Thank you to those who fought for women’s right to vote. It sounds ridiculous to me that women did not have the right to vote at any time, but, as a woman judge alluded to recently, women obtained the right to vote only about 95 years ago.

Thank you to Lilly Ledbetter, who had the courage to challenge the fact that she was being paid less than her male counterparts at Goodyear Tire and Rubber Company for doing the same work.

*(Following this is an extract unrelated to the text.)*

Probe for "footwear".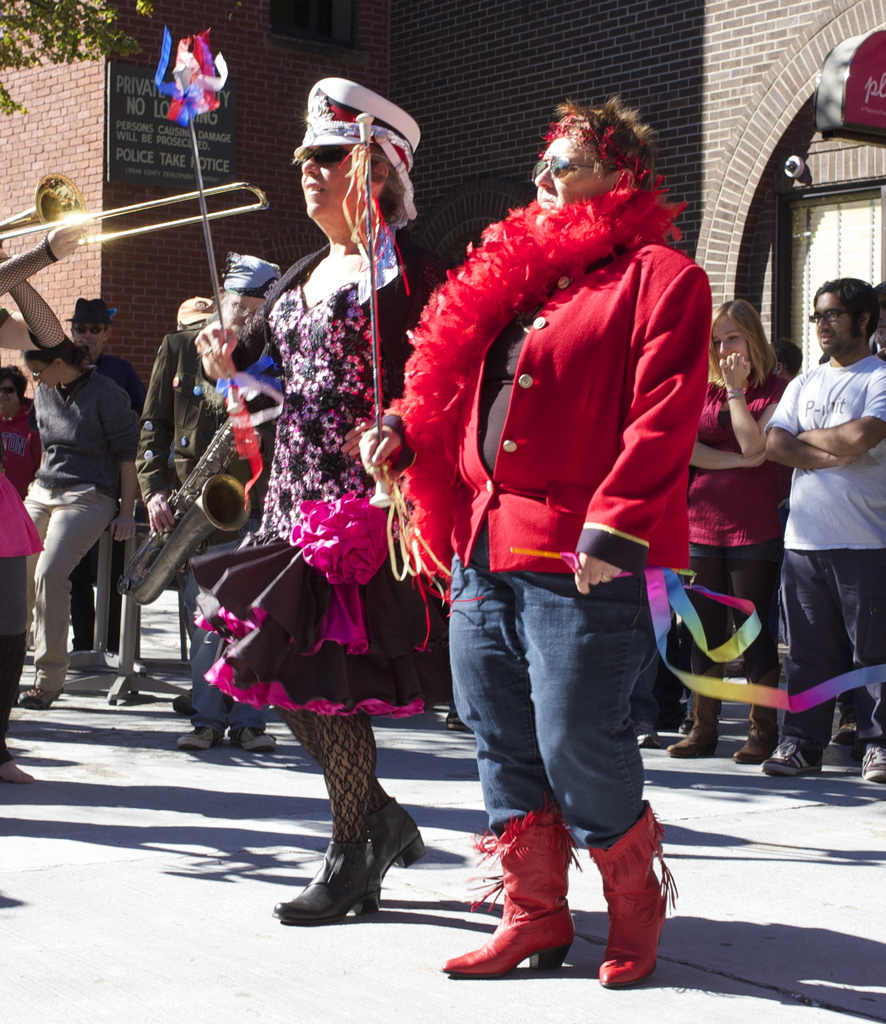
Probe result: locate(632, 721, 662, 751).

Her nearly decade long fight led to President Obama’s Lilly Ledbetter Fair Pay Act, which, among other things, states that the discriminatory compensation decision that starts the clock to bring a claim occurs with each discriminatory pay check[1]. Thank you to those who have made California the state with the strongest equal pay protections[2].

Thank you to female attorney Lori Rifkin, who refused to put up with her male opposing counsel’s sexist comment that her raising her voice at him was “unbecoming of a woman.[3]” Thank you to Magistrate Judge Grewal for recognizing the preposterousness of such a comment and ordering the sexist counsel to pay $250 to the Women Lawyers Association of Los Angeles Foundation.

Thank you to those who fight for and celebrate women’s rights and education around the world: women in the Philippines can now run for president there[4]. Malala Yousafzai, who even after being shot by the Taliban for her girls' education advocacy, continues to raise funds for girls’ education and work to “empower girls to raise their voices, to unlock their potential and to demand change” in Pakistan[5].

Thank you to the women who support other women because they know generally, we are in similar boats.